/ 26 March 2010

Focus on teaching, Unisa told

Focus On Teaching

Unisa has been told to improve ‘substantially” at its core business of teaching and learning before aspiring to be a top research university.

Unisa is South Africa’s biggest university — it has about 280 000 students and 10 000 staff members — and is the country’s only dedicated distance-learning institution.

The Council on Higher Education (CHE) undertook a quality audit of it in 2008 and has now publicly released a summary of its findings. The audit was based on, among other things, Unisa’s self-evaluation according to the criteria of the Higher Education Quality Committee (HEQC) and the committee’s main site visit in August that year.

The report ‘suggests that Unisa should downscale its aspirations to become a research university in order to prioritise the improvement and consolidation of its ability to provide excellent tuition across all its colleges and qualifications offerings in an efficient and effective manner”.

The audit highlights the importance of Unisa in the higher learning sector: a third of the total number of students in the South African system is enrolled at the institution, half of them first-time entrants who want a qualification rather than to complete one or two subjects. But Unisa’s low ‘through-put” rate does not compare well with similar institutions.

The report urges Unisa to attend to problems that range from bad service and system failures,
which are causing student discontent, to heavy staff workloads, which inhibits good teaching.

In some cases lecturer-student ratios of 1:750 and 1:4 000 have been recorded. The report says that ‘mistakes in the processing of student registrations have far-reaching consequences for students’ progress in their chosen qualifications. Whatever problems found in Pretoria in the registration, these were far worse in [Unisa’s five] regional centres.”

The report highlights the need for appropriately designed courses and learning materials that must reach students in time, well-conceptualised study guides and trained tutors.

The report recommends that Unisa should pay attention to the quality of its tuition, particularly with regard to Africa and the growing number of international students.

The report notes complaints about course material lacking relevance in other African contexts — examples were often South African — and a lack of staff to support students adequately.

Given the challenges in teaching and learning, the report says the panel was ‘not persuaded that the financial and human resource investment of becoming a research university can be handled simultaneously with these other challenges”. At the time of the audit, fewer than 10% of its students were postgraduates.

Typically research-intensive institutions in South Africa have a 30% to 40% enrolment at postgraduate level. The majority of Unisa’s postgraduate students were doing honours and there were only 681 doctoral students.

The report raises concerns over the ‘extraordinary load” Unisa’s research ambition places on senior academics who have to supervise postgraduate students. It notes that there are departments with 1  300 master’s students and individual academics with up to 120 honours students, not to mention master’s and doctoral students. This affected the quality of supervision.

The report recommends that Unisa should screen those applying to do postgraduate studies because some did not have the language and research capacity to tackle advanced studies. Although the report says that the Council on Higher Education supports the development of research at Unisa, research in niche areas and areas of strengths should be better defined.

In what has been read as criticism of the vice-chancellor professor Barney Pityana, the report calls for ‘firm and clear leadership” of a ‘dauntingly complex organisation in terms of size and processes” to prioritise and pace the required changes.

Pityana has served two terms and is retiring. The new Unisa was created under his leadership and the report praises it for the manner in which it used the merger with the former Technikon SA and Vista University Distance Education Campus to rethink its mission and vision, and its implications for learning, teaching and research.

Pityana referred to the report in a speech at the opening of the academic year and said: ‘We have resolved that we will engage the report critically but with integrity, but not in a defensive or apologetic posture. ‘We undertake to use the report as a platform for institutional and creative deliberations and to prepare improvement plans to be submitted.”

In his speech, Pityana said Unisa ‘was experiencing improvements in success, through-put and research outputs”. ‘Last year the university graduated 21 550 diplomas and degrees [compared with about 13 800 in 2006], among them 654 master’s and 113 doctoral degrees.”

He added that there was an improvement in examination pass rates, from 52% in 2005 at the time of the merger, to 56% for the 2009 October-November examinations season.

‘That success rate is wi thin reach of the target of 56% provided for us by the department of higher education and training and which we expect to exceed this year,” he said.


▸ **Work request**: Apart from the pictures, every line below is to be set down exactly.

Figure content listings:
____

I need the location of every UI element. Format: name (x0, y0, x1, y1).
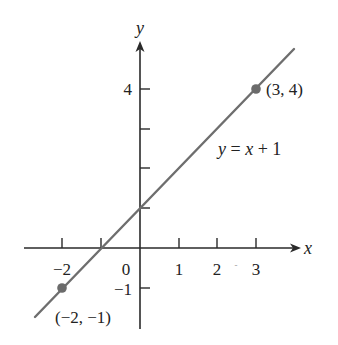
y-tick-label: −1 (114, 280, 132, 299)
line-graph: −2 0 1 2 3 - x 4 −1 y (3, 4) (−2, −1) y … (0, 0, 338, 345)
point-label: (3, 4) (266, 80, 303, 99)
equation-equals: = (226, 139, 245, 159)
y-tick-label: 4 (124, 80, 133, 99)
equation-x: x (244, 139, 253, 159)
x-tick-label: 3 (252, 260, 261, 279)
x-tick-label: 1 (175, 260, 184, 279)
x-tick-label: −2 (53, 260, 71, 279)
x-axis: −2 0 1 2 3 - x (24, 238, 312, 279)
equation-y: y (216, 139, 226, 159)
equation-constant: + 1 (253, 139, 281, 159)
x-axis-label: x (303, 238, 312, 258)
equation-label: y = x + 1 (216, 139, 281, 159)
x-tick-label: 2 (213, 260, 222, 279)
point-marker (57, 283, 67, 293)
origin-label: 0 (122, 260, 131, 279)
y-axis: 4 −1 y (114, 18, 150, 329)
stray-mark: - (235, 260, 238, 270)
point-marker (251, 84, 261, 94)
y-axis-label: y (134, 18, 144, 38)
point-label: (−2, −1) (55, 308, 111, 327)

____

▸ **Written answer**:
I need the location of every UI element. Format: name (x0, y0, x1, y1).
y-tick-label: −1 (114, 280, 132, 299)
line-graph: −2 0 1 2 3 - x 4 −1 y (3, 4) (−2, −1) y … (0, 0, 338, 345)
point-label: (3, 4) (266, 80, 303, 99)
equation-equals: = (226, 139, 245, 159)
y-tick-label: 4 (124, 80, 133, 99)
equation-x: x (244, 139, 253, 159)
x-tick-label: 3 (252, 260, 261, 279)
x-tick-label: 1 (175, 260, 184, 279)
x-tick-label: −2 (53, 260, 71, 279)
x-axis: −2 0 1 2 3 - x (24, 238, 312, 279)
equation-y: y (216, 139, 226, 159)
equation-constant: + 1 (253, 139, 281, 159)
x-axis-label: x (303, 238, 312, 258)
equation-label: y = x + 1 (216, 139, 281, 159)
x-tick-label: 2 (213, 260, 222, 279)
point-marker (57, 283, 67, 293)
origin-label: 0 (122, 260, 131, 279)
y-axis: 4 −1 y (114, 18, 150, 329)
stray-mark: - (235, 260, 238, 270)
point-marker (251, 84, 261, 94)
y-axis-label: y (134, 18, 144, 38)
point-label: (−2, −1) (55, 308, 111, 327)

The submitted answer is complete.